Wednesday, December 21, 2016

Winter Seen

Putting aside all so-called religious fables which are more tribal than spiritual we are left with a shared calendar. Even then, in the Northern Hemisphere, winter shows its many divergent faces. The only true commonality of the day is the solstice, the dying and reemergence of the light; from here on daylight makes a comeback.

During my first 21 winters in Forest Hills / Kew Gardens I was the kid with two or three sweaters under a hooded Mackinaw with ear muffs, gloves and scarf dragging my Flexible Flyer three blocks to a dip in the topography we called the Toilet Bowl.

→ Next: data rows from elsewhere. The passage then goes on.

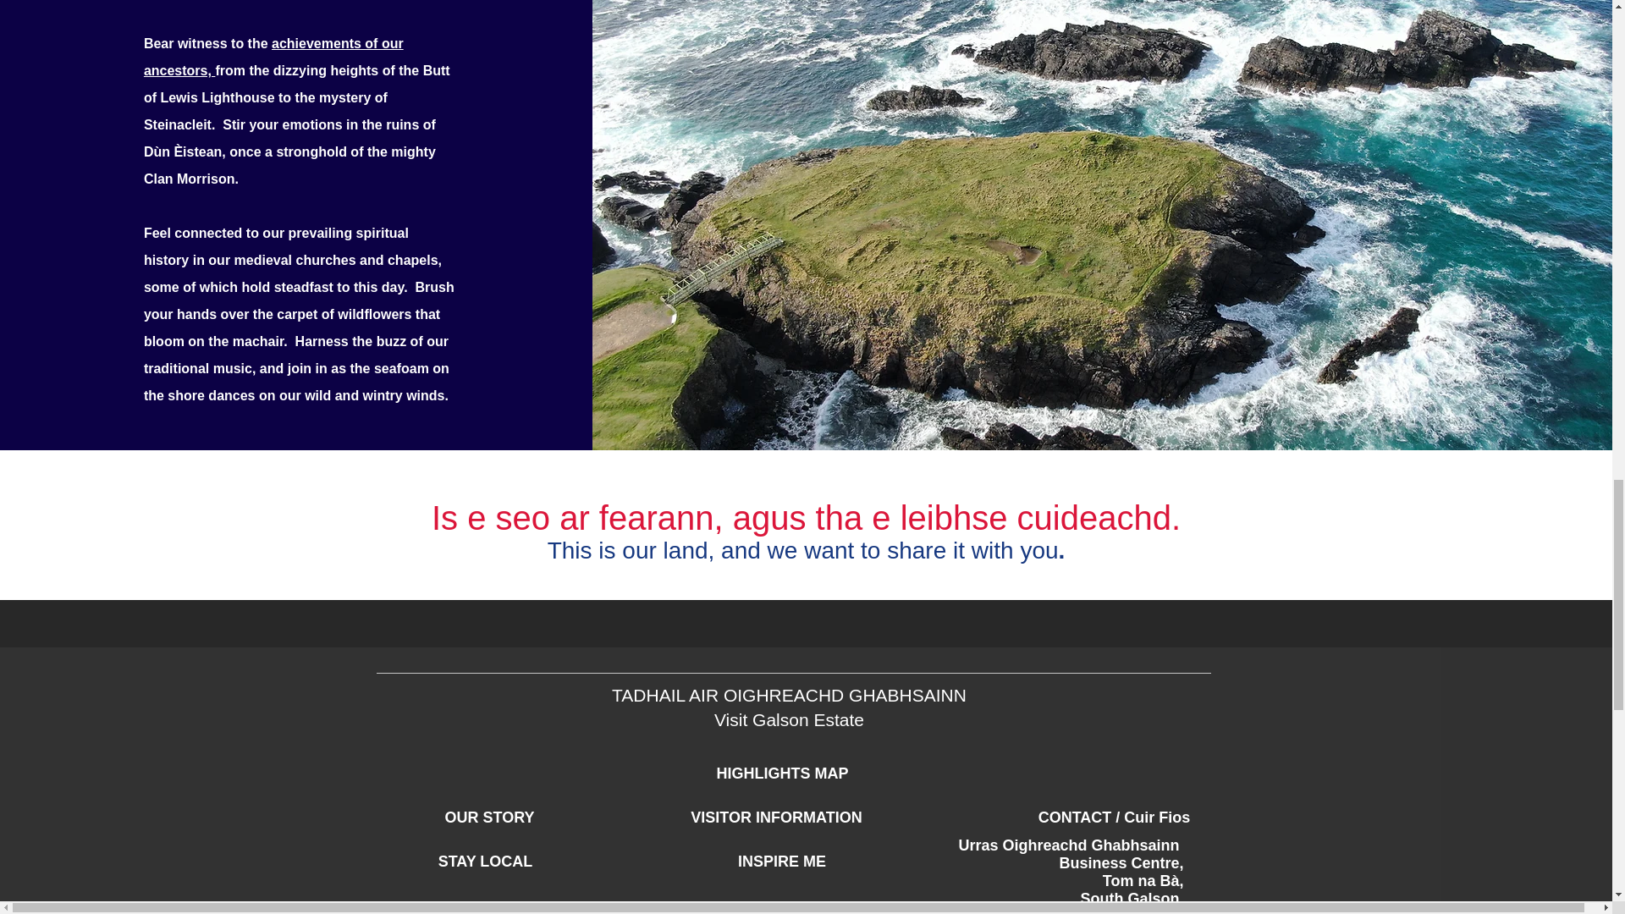 The height and width of the screenshot is (914, 1625). Describe the element at coordinates (781, 774) in the screenshot. I see `HIGHLIGHTS MAP` at that location.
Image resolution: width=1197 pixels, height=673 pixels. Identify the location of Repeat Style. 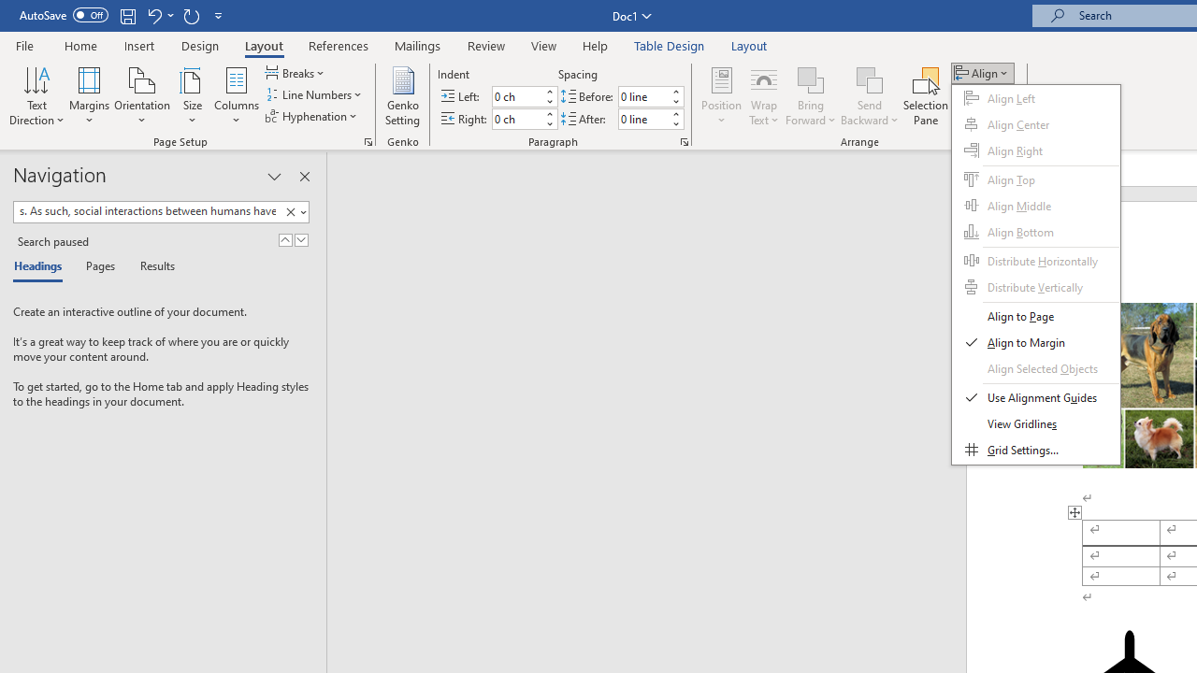
(191, 15).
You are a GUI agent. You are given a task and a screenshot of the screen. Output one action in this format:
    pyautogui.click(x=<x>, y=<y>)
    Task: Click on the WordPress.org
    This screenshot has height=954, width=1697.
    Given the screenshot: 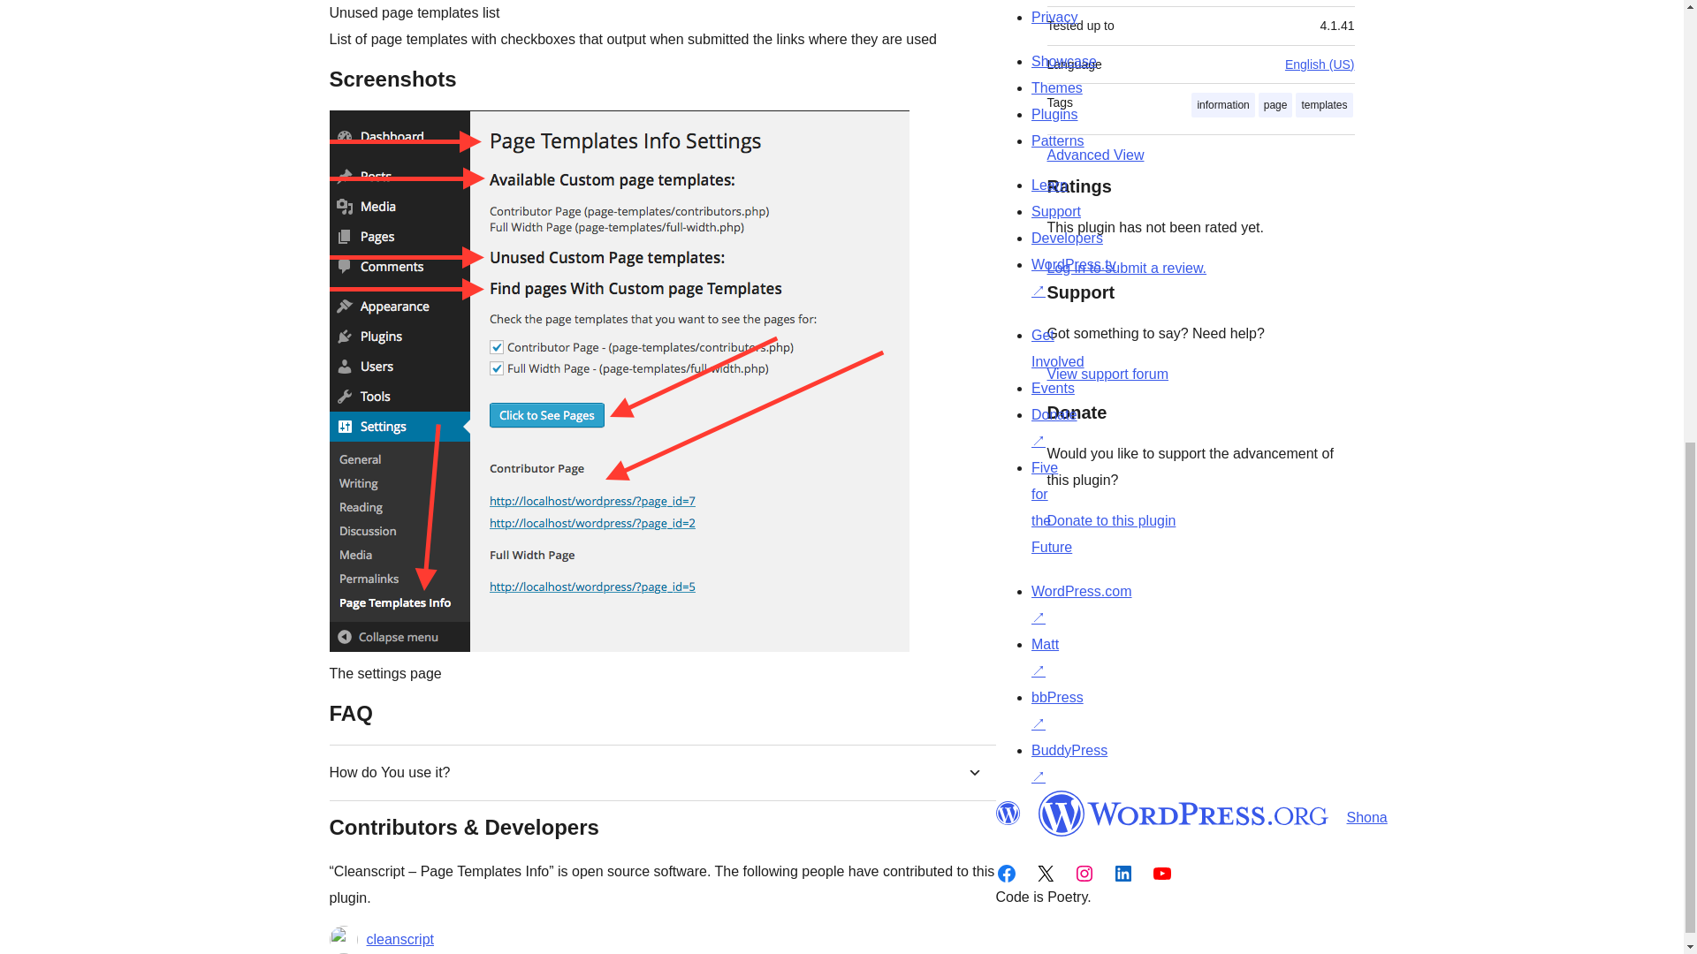 What is the action you would take?
    pyautogui.click(x=1007, y=814)
    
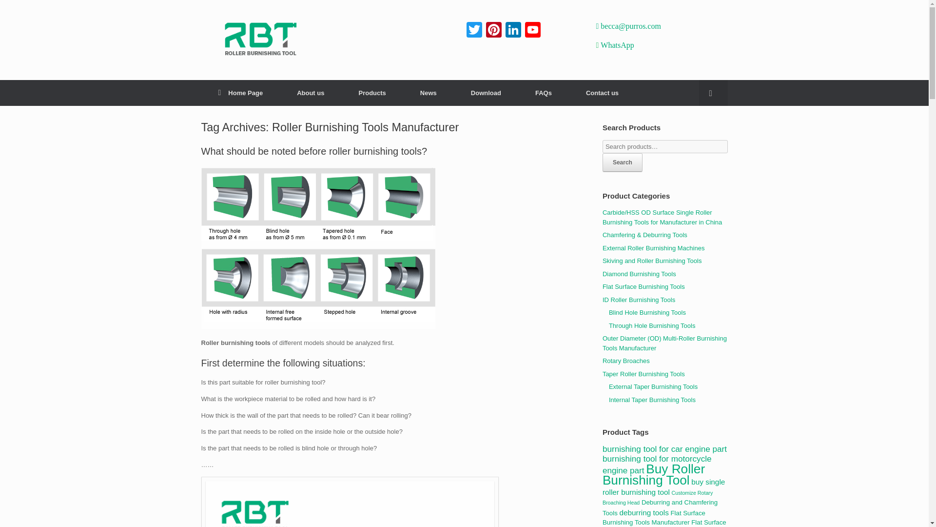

It was a perfect place for sleds however if you went too far, too fast you just might end up in the Grand Central Parkway never to be heard from again.

Today the difference in temperature between here and there is about 45 degrees. Sleet and slush are not in our vocabulary. Styrofoam snow or Glass wax on windows don’t quite conjure up the white stuff that piles up in driveways and streets back east causing skidding and white-out conditions.

We pretend to keep the Norse legend alive. What can hurt? More than that we need our seasons as Vivaldi heard them. We need to end the imaginary year, to slow, be still, correspond to skeletal trees, to keep to the cycle of life, and listen to the stillness of everything gone. We need the mind of winter.

Short days, long nights give us ample time to align ourselves with the natural word of death and rebirth, our fears and hopes, as well as the urge to compensate for the cold and lifeless dark with hot toddy and gift-wrap under lit evergreens. We Jingle-bell the silent night and decorate the barren landscape with bulbs and seasonal language.

This year, more than ever before, it is hard to escape a sense of dread owing to what appears as the death of decency, inclusion, progress, science, of the planet itself. After these most noisy and nasty months we might welcome the solstice for its elongated shadow that signals introspection even as an ill-wind blows.

The ancients feared the sun might never return.  We know the feeling. We can join Europe in doom-saying as available light is rekindled. Or we can take it as a time to access our faith, yes faith, in a compassionate and equitable society and seed those values to reassert themselves in their own time. The solstice is the day for renewal of what must prevail. Otherwise we risk riding our sleds into the toilet bowl and disappear in the traffic of history.